The site now has more than one-hundred images, of which those on show here are just a few. Several include narratives and images around Partition and how it affected their lives – and in turn ours. Each and every image is a clue or a missing piece to what I call a personal history of the Indian subcontinent, a baffling mystery pool of diversity, circumstances, opportunities and stories. These images and stories also reveal that global and political events have influenced each one of our lives in some way. And I stand convinced that every person on this planet plays a central role in forming a history of the land as well as the world. It has become an incredibly insightful and impactful archive of the Indian subcontinent by its people and visitors.

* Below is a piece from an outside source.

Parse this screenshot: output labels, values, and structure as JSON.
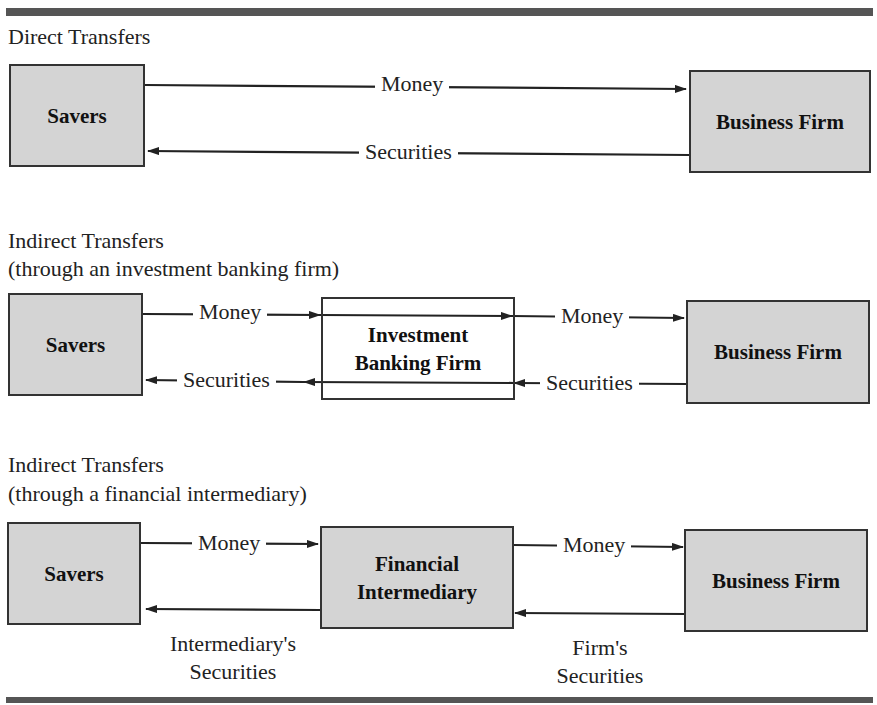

A mostly self funded entity, Indian Memory Project now stands tall – it has been referenced by academics, photographers and social documentary makers worldwide. Its images are being used as reference in film and theatre, the project is also cited in research papers and it has been featured in news publications worldwide. It’s had more than half-a-million visitors from all across the world.

My plans to expand the project include books, smart device Apps, more interactivity, displays and exhibitions as well as several collaborations. But above all the quest is to get more images and stories from people, and the site is also in dire need of greater resources and funds.

In quest to find funds, I am recommending that Indian corporations and even family run businesses commission their own histories with visual images and narrative. To my mind there is no better way to document a history, than through photographs and the stories that accompany them.

2 Comments

  1. Very interesting and thank you for being aware of how valuable images are.